As Hitler’s anti-Semitic campaign intensified, the possibility of mass immigration of continent Jews to Sweden aroused widespread opposition because it was perceived as both an economic threat and an assault on racial purity.

Swedish legislation and official policy of the 1930s promoted social justice and equality as the foundations of the Welfare State. Governments cannot, however, regulate social attitudes. Though it may seem odd, given their small numbers, that Jews as a group would be viewed as a threat, there can be no doubt that in the decade or so before World War II, anti-Semitism increased and became, at least in its milder forms, more acceptable to broad segments of the Swedish population. 

In Judarna i Sverige (The Jews in Sweden), historian Hugo Valentin presents a convincing case that this development corresponded with the increasing dominance of Hitler and the dissemination of anti-Semitic propaganda that was generated or influenced by Nazism. Valentin concludes:

“It is certain that millions of eyes, and not only benevolent eyes, were turned to the county’s Jews and that people were widely inclined to magnify their faults and ignore their virtues.”

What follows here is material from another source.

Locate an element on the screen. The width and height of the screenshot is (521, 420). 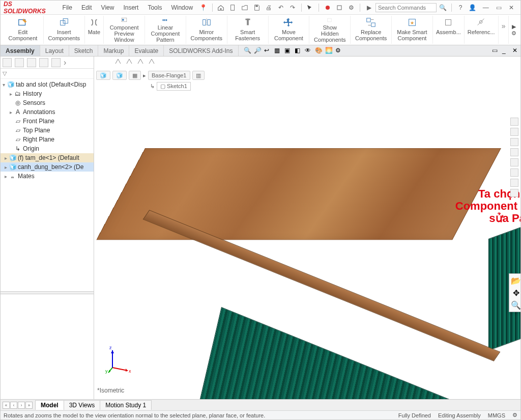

Valentin is discussing social attitudes in general rather than their specifically filmic representations, but his visual metaphor is nevertheless telling, for the evidence demonstrates that cinematic anti-Antisemitism also intensified during the same time period the fact that films before and after the 1930s do not reveal the same concentration of the motif, suggests a correlation to contemporary events.